Using Data to Teach Earth ProcessesAn Illustrated Community Discussion at the 2003 Annual Meeting of the Geological Society of America
submitted by Eric B. Grosfils Pomona College
This is a partially developed activity description. It is included in the collection because it contains ideas useful for teaching even though it is incomplete.
This activity requires students to process, interpret and integrate a wide variety of remote sensing and other data as they investigate a complex, open-ended research question. It is hands-on, collaborative, and manageable for a variety of class sizes. The problem addressed has geological, hydrological, biological and political implications, and is thus of interest to a wide array of undergraduates.
GSA Poster (Acrobat (PDF) 25.9MB Oct1 03)
Learning Goals
Content/Concepts:
Higher Order Thinking Skills:
managing a complex array of data; framing and testing hypotheses given limited time and resources; identifying core questions; drawing conclusions from data; focus on communicating complex results to trained peers and to a lay audience
Other Skills:
gaining confidence working independently with sophisticated software; presenting results verbally and in writing in a fashion suitable for a general audience; intelligent design of slides
Context
Instructional Level:
undergraduate, works at any level, most useful for students in physical and social sciences
Skills Needed:
The exercise comes at the end of a remote sensing course, so students are familiar with some basic remote sensing techniques and how to answer questions they encounter about software strengths *beyond* what has been employed in labs, etc. The remote sensing course itself has no prerequisites.
Role of Activity in a Course:
It replaces the lab/HW component of the class for the last five weeks of the semester.
Data, Tools and Logistics
Required Tools:
The better your remote sensing software, the easier the project will be!
Logistical Challenges:
Sufficient computers and software licenses for students. Sufficient data storage space and student access.
Evaluation
Evaluation Goals:
I want to know if students can select intelligent ways to use remote sensing data to address an interesting, socially important problem. They need to know how to select appropriate data types for the questions they pursue and learn effective techniques for processing and analyzing them. They need to be able to communicate their results to a lay audience (target audience is a high school science class)
Evaluation Techniques:
Final slides generated over many iterations, along with their use in a local high school science class, illustrate qualitatively that the learning objectives are being met.
Description
The Mono Lake investigation is driven by a broad, overarching question: what controls the vegetation cycle(s) across this geographically diverse area? Several different forms of remote sensing data are provided (so far, multi-year/seasonal Landsat TM; AVIRIS; DEM; DOQ, TIMS; AirSAR; bathymetry) and students must decide how they want to explore the question, what data they wish to use, how they are going to process it to extract the necessary information, etc. To help guide their efforts, students working in small groups over a two week period are randomly assigned to perform an initial assessment of either the geology, hydrology or vegetation in the region, and each group generates six Powerpoint slides explaining what they have learned. Larger groups are then defined, each including a geology team, a hydrology team and a vegetation team. The members of each large group pool what they have learned, figure out what else they need or want to know, and continue their analysis, ultimately producing a set of twenty four annotated Powerpoint slides addressing the question and targeted to be suitable for use as a stand-alone product in a high school science course; often multiple large groups are exploring the same question in parallel, promoting synergistic exchanges of information as well as healthy competition to see who can perform the most in-depth analysis! In this presentation I provide an overview of the project organization and the data employed, and illustrate how the students' independent exploration of a complex array of Earth processes is promoted by this open-ended, question-driven, collaborative data analysis approach.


→ What needs to be done: Note each line in the data holding the string "elements" and report it.

= Beginning of Section =

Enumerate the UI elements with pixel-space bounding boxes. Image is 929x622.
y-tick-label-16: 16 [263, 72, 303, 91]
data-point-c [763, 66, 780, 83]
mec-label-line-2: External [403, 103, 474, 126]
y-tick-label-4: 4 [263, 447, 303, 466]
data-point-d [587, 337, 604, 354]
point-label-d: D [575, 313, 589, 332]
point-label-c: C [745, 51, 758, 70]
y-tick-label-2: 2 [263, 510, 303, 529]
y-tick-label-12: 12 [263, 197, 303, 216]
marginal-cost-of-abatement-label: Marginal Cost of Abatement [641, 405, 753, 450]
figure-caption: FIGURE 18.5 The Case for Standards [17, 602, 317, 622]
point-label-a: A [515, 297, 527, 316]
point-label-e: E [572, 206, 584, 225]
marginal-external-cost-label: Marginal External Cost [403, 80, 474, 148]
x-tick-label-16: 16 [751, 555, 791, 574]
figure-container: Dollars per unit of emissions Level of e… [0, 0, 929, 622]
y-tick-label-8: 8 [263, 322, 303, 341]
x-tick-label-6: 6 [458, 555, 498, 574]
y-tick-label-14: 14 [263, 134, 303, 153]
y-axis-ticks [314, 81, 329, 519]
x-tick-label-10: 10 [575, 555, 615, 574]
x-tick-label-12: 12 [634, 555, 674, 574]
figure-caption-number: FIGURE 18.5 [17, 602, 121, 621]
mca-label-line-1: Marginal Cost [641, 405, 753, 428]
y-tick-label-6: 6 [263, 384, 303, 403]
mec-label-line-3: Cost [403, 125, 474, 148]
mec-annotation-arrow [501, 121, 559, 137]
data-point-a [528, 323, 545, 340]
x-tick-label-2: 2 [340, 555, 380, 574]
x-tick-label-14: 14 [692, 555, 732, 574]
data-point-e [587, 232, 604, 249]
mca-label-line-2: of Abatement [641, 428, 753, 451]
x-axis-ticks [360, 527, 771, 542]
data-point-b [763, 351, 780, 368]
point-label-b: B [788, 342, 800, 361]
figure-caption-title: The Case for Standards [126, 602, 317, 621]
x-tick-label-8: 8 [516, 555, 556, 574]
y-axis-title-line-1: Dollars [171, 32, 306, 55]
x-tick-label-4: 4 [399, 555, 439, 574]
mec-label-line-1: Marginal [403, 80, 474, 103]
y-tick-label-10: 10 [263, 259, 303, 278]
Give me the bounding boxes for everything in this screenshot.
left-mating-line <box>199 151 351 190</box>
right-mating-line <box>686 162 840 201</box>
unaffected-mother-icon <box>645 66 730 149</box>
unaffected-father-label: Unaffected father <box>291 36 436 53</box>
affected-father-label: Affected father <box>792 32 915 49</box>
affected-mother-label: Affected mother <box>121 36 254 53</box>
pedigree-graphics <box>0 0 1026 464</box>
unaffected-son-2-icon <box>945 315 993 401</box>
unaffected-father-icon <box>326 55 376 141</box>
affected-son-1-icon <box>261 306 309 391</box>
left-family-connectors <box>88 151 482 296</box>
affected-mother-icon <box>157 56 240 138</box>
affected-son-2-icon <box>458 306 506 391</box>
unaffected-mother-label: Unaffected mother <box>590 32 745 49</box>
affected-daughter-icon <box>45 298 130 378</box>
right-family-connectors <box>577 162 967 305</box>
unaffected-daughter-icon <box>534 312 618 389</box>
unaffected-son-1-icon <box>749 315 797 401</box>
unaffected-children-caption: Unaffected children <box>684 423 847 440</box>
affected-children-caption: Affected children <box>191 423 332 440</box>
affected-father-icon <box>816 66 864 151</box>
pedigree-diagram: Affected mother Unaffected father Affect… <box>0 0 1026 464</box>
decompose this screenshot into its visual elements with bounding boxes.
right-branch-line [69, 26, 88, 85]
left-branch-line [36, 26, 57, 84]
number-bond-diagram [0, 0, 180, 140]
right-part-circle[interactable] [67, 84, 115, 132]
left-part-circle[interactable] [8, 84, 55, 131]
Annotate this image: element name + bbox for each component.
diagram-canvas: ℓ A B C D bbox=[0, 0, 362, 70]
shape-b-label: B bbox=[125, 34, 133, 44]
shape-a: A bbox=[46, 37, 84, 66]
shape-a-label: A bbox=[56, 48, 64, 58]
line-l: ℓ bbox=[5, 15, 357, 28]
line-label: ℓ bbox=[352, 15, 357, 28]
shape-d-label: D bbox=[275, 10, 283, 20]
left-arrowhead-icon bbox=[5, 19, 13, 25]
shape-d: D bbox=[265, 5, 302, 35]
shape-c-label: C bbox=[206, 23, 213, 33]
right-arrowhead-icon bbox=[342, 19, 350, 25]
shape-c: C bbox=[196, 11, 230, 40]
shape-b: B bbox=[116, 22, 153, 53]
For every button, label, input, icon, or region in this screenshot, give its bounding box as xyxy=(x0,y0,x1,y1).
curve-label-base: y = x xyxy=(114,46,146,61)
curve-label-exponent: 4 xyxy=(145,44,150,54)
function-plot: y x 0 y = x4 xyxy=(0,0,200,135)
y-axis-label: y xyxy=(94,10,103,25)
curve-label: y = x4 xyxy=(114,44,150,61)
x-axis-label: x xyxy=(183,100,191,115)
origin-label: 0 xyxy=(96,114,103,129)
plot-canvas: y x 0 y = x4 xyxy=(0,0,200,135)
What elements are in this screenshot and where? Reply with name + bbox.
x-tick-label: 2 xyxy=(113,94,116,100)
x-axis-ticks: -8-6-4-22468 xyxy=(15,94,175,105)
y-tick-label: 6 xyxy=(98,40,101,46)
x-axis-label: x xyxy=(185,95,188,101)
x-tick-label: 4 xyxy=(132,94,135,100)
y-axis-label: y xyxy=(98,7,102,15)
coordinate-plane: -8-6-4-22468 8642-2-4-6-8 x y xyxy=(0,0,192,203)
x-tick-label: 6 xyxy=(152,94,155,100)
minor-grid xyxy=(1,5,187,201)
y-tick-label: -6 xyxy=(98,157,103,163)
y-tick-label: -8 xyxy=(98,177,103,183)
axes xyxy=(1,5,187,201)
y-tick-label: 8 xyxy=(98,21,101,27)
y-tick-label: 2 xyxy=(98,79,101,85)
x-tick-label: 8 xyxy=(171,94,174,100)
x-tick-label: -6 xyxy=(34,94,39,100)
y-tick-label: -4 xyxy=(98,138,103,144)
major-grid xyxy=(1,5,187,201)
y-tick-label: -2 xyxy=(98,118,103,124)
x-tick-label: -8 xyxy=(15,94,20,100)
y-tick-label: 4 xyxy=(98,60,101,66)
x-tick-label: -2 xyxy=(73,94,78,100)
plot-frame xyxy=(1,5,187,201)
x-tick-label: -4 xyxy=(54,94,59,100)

= End of Section =

→ Solution to the problem:
Enumerate the UI elements with pixel-space bounding boxes. Image is 929x622.
decompose this screenshot into its visual elements with bounding boxes.
What elements are in this screenshot and where? Reply with name + bbox.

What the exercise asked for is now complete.